Minors Killed During Iran’s Nationwide Protests: Ongoing Documentation and Uncertainty
As nationwide protests in Iran have been met with widespread arrests and the use of lethal force, growing evidence indicates that a significant number of school-aged children were among those killed.
As nationwide protests in Iran have been met with widespread arrests and the use of lethal force, growing evidence indicates that a significant number of school-aged children were among those killed. While multiple actors have released figures and partial documentation, the final and fully verified number of deaths of minors remains unclear, reflecting broader challenges related to access, transparency, and verification.
The Coordination Council of Iranian Teachers’ Trade Associations has reported that the number of children killed during the protests has exceeded 160. According to the council’s spokesperson, Mohammad Habibi, new names of minors have continued to surface over time, even after earlier lists were believed to be complete.
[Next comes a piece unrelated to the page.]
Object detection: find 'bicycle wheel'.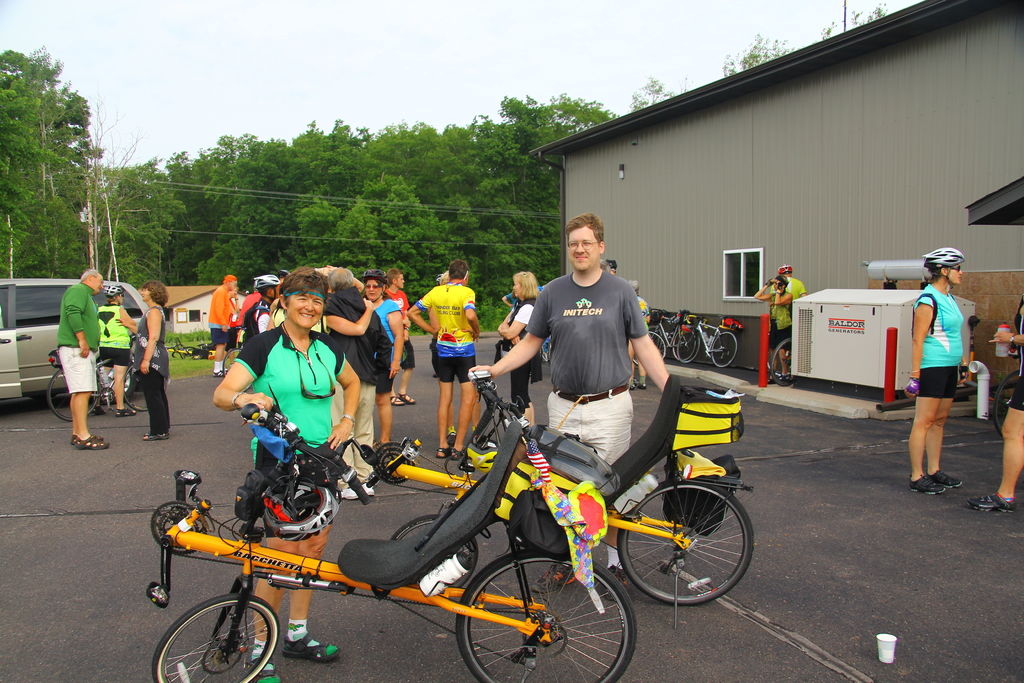
(x1=458, y1=547, x2=637, y2=682).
In public statements, the council has described the documentation process as ongoing and noted that the victims were children and adolescents who would still be attending classes if their lives had not been cut short.
Iranian authorities, for their part, state that the overall number of people killed during the protests stands at 3,117. Officials have acknowledged that this figure is not final and that authorities do not yet possess the full list of names. To address this, the government has launched a public website inviting families to submit additional information and names of those believed to have died during the unrest. While authorities - including members of parliament overseeing educational affairs - have confirmed that minors under the age of 18 have been among those killed, they have not published a specific breakdown identifying which of those killed are minors. They have also indicated that detailed data from law-enforcement agencies regarding the number of detained, injured, or killed students has not yet been made public.
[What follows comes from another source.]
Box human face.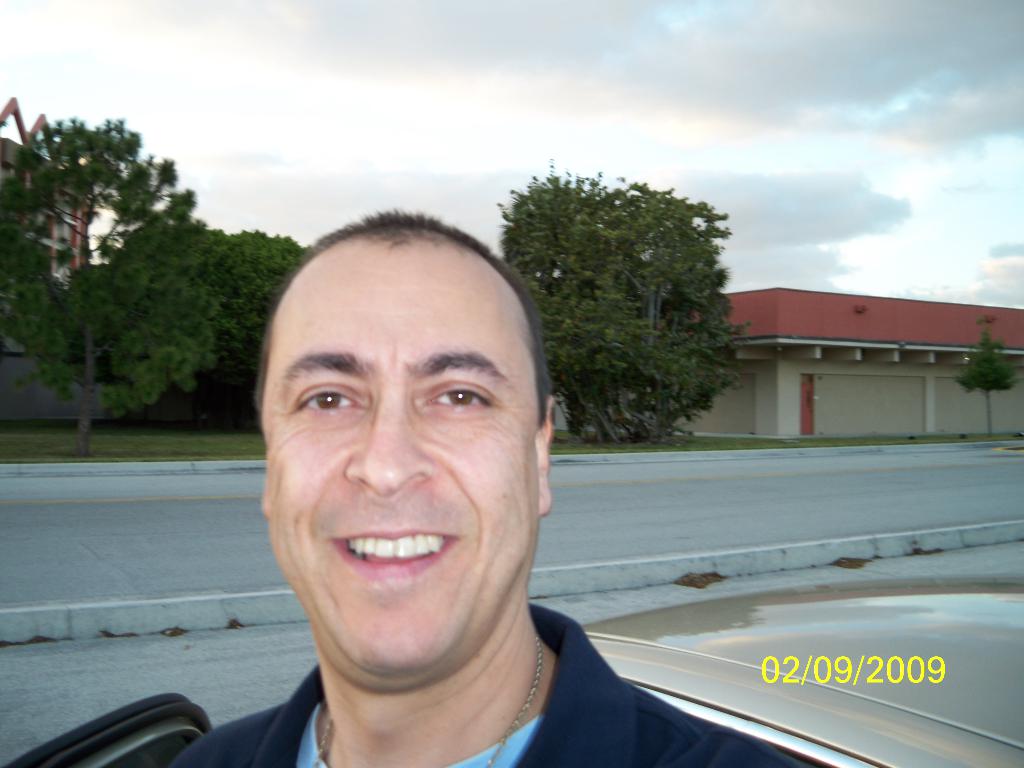
[left=260, top=237, right=540, bottom=676].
At least ten of the student names documented by the teachers’ council do not appear in the government’s published list. At the same time, available comparisons suggest that the official figures are broadly close to those reported by teachers’ representatives, underscoring both areas of overlap and that available data is changing as more fatalities come to light.
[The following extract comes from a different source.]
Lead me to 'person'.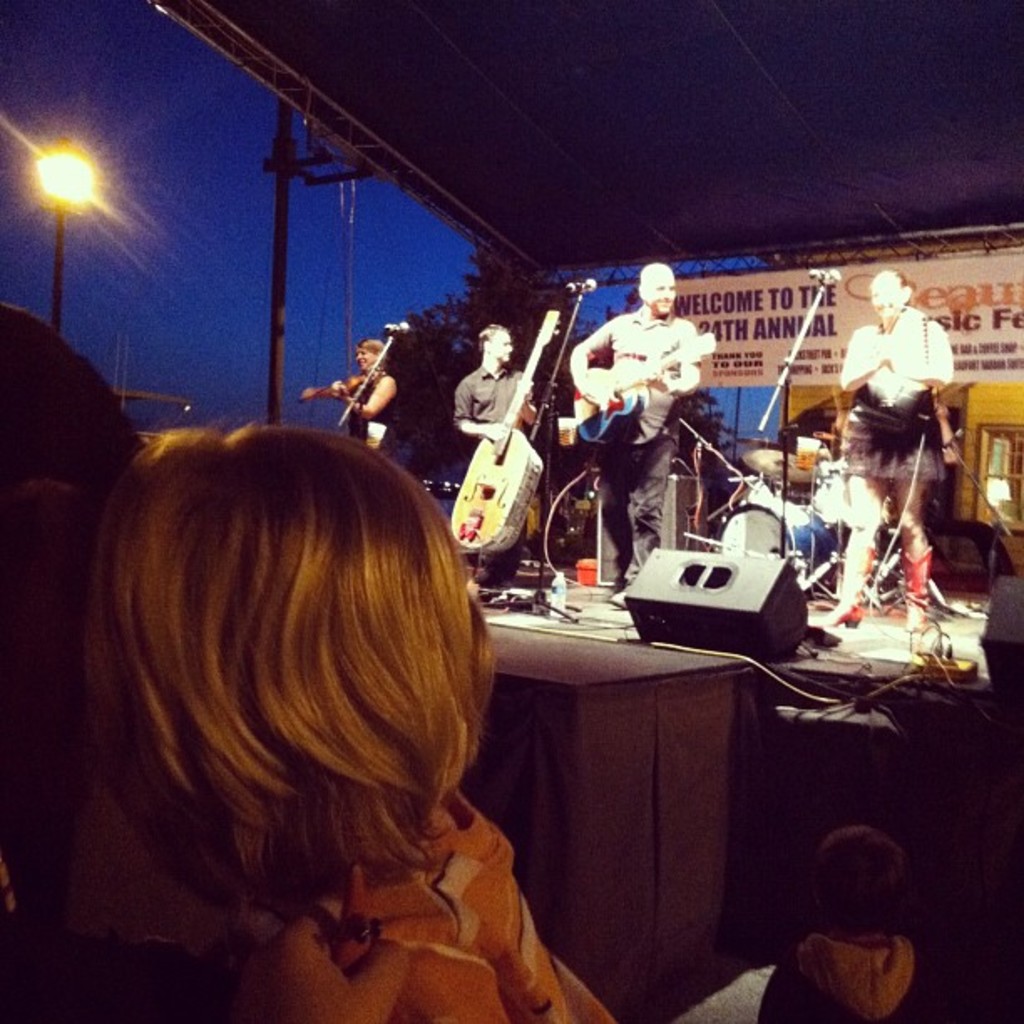
Lead to l=569, t=253, r=708, b=602.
Human rights organizations have also documented child and student casualties. Aggregated data published by the Human Rights Activists News Agency (HRANA) reports 6,941 confirmed deaths overall, including 171 children. HRANA’s reporting is based on compiling information from families, local sources, activists, and media outlets. The organization has not released a public list of names for child victims and notes that an additional 11,630 cases remain under review, indicating that casualty figures remain provisional.
Arrests increased sharply during the protests, with human rights groups estimating that tens of thousands of people were detained, though precise figures remain difficult to verify due to restricted access and limited official disclosure. HRANA reports 50,921 arrests, 11,021 seriously injured civilians, 307 reported cases of forced confessions, and 11,047 summonses. Reports of student arrests have also emerged, raising further concerns about the impact of the crackdown on educational communities.
Despite the publication of official figures and ongoing documentation by teachers’ associations, human rights organizations, and journalists, the full scope of student deaths has not yet been conclusively established. Differences in methodologies, continued review of unresolved cases, and the absence of detailed official breakdowns mean that current numbers should be understood as evolving rather than definitive.
What remains consistent across all available sources is that children and students were among those killed during the protests. Documentation efforts continue alongside broader attempts to establish a comprehensive and accurate account of the human cost of the unrest.